Quotes to consider, links to follow:
http://abcnews.go.com/ABC_Univision/frida-kahlo-fashion-exhibit-opens-mexico-city/story?id=17810830#.UO1GELamV1O
"Despite the disabilities, the monobrow, and the violent depictions of the female anatomy in some of her paintings, Frida Kahlo was a bit of a girlie girl." ABC

http://univisionnews.tumblr.com/post/36694079482/frida-kahlo-closet-opened
"Turns out that despite the pain Frida lived with her whole life and shared with the world through her paintings, she was also a bit of a fashionista." UNVN
"The exhibit is an eye-opener for those who only know Frida through the Salma Hayek movie and from the pained, monobrowed self portraits that you can find adorning college dorm rooms and handbags alike. " UNVN
"Frida used her clothes to hide her disabilities and to say something about her ethnicity." UNVN

I guess I object a bit to the notion of Kahlo's clothes being used to hide -- I think that through them she revealed something deeper, richer, and truer than the given facts. (Human/sartorial cyborgs -- the clothing is prosthetic and promise. . .) "Despite" the disabilities? I don't think that there is any "despite" there. I do agree that there was a reframing -- and that there is an element of "joy and happiness" as Henestrosa says, of pleasure in life.

(UNVN)

I'm also averse to the idea that her disability, monobrow, and "the violent depictions of the female anatomy" in her paintings, are separate from and superfluous to her identity as a "girlie girl". (And I could examine all the cultural baggage that phrase implies -- fashion as lesser art etc.) It's as if the disability and the monobrow and the unacceptable truths are the things that separate us from her, because they are difficult, and the fashion permits us a "point of entry". They're trying to frame Frida as a girlfriend you'd be happy to flip through a copy of Vogue with. That might be true (who knows), but getting a chance to exhume her closet doesn't give us an opportunity to "domesticate" her, but instead ought to give us further insight into her day-to-day life, the dozens of incremental choices she made that served to shape the world around her. . . if it is domestic it is in the sense that it's the house that Kahlo built -- to be examined as an architect, a builder.
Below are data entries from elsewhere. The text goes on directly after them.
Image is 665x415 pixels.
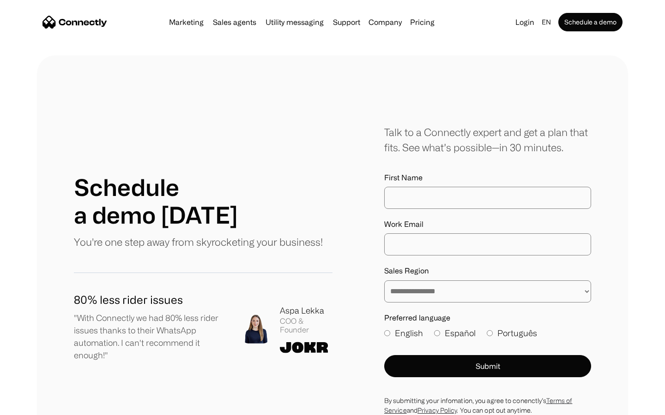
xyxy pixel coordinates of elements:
a: Pricing [406,18,438,26]
label: Preferred language [384,314,591,323]
a: Terms of Service [384,397,572,414]
label: First Name [384,174,591,182]
div: Company [368,16,402,29]
div: Talk to a Connectly expert and get a plan that fits. See what’s possible—in 30 minutes. [384,125,591,155]
a: Support [329,18,364,26]
a: Utility messaging [262,18,327,26]
label: English [384,327,423,340]
div: By submitting your infomation, you agree to conenctly’s and . You can opt out anytime. [384,396,591,415]
p: You're one step away from skyrocketing your business! [74,234,323,250]
a: Schedule a demo [558,13,622,31]
div: COO & Founder [280,317,332,335]
p: "With Connectly we had 80% less rider issues thanks to their WhatsApp automation. I can't recomme... [74,312,226,362]
label: Work Email [384,220,591,229]
a: Sales agents [209,18,260,26]
input: Português [486,330,492,336]
a: Marketing [165,18,207,26]
div: en [541,16,551,29]
label: Português [486,327,537,340]
a: Login [511,16,538,29]
h1: Schedule a demo [DATE] [74,174,238,229]
aside: Language selected: English [9,398,55,412]
h1: 80% less rider issues [74,292,226,308]
input: Español [434,330,440,336]
div: Aspa Lekka [280,305,332,317]
input: English [384,330,390,336]
a: Privacy Policy [417,407,456,414]
button: Submit [384,355,591,378]
label: Sales Region [384,267,591,276]
label: Español [434,327,475,340]
ul: Language list [18,399,55,412]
As to the "pained, monobrowed self portraits", really? First of all, this fashion is depicted in those very same pained, monobrowed self portraits. It is part and parcel of her self-framing, of her identity.

Yes, she became a style icon. But I think that's because people identified with her fierce, uncompromising vision of herself -- not just because she wore some pretty clothes and was a "fashionista". The fact that the exhibit is a collaboration between the museum and Vogue Mexico says a lot and may account for some of the framing -- but why should fashion and art be separate? How tiresome. I do think the exhibit is right to include "examples of how her style has influenced modern design" (ABC) -- she has been profoundly influential.

Also? That painted boot is awesome. I have almost no time right now to edit my response into something dignified, so this is a bit on the stream-of-consciousness side. But still, something I care very much about.